Yet at that same meeting, when asked what Berkshire will look like in 20 years, Mr. Buffett acknowledged that there would come a time when the company has more capital than it knows what to do with.
“What I do know is that we will have more cash than we can intelligently invest in the future,” he said. “It’s not on a distant horizon. The number is getting up to where we can’t intelligently deploy the amounts coming in.”
Does that mean Mr. Buffett could revisit the dividend question this weekend as he peers into his crystal ball? Perhaps. But he may instead focus on the topic of share repurchases. Berkshire has already instituted a program of buying back stock when shares fall below a specific target (which is adjusted each quarter). There’s a chance he could discuss Berkshire’s target and argue for making it less restrictive.

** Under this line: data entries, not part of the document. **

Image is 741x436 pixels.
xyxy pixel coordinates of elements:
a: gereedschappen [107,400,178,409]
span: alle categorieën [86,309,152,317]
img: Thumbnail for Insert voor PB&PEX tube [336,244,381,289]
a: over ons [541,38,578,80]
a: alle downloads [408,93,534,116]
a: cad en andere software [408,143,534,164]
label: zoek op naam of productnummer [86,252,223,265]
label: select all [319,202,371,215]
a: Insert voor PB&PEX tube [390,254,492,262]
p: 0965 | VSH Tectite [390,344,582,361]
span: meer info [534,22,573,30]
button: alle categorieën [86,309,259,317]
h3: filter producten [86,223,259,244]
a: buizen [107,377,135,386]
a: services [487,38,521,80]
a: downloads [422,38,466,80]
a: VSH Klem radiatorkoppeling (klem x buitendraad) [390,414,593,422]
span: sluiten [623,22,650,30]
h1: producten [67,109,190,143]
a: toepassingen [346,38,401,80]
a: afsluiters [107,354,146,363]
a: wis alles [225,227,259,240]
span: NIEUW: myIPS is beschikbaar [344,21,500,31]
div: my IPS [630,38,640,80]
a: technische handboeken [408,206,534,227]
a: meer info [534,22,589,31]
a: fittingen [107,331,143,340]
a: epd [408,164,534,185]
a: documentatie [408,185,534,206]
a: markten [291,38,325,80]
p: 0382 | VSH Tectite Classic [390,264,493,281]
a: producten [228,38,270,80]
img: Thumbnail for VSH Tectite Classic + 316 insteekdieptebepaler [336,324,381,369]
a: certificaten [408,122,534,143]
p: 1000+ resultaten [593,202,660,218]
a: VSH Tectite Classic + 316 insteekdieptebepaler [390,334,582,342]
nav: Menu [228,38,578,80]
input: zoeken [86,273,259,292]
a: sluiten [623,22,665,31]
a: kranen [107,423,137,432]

Mr. Buffett likes to joke that he’ll continue to run Berkshire via seance after he’s gone. Joking aside, though, the question of who will take over the role of chief executive is the biggest topic hanging over the company and its shareholders. Mr. Buffett has said it’s the most important thing that Berkshire’s board discusses when it meets.
That said, the chances that Mr. Buffett will name his successor in the CEO role today are essentially zero. I’m confident making that prediction even though I could be proven horrible wrong in under half an hour. It’s just not going to happen....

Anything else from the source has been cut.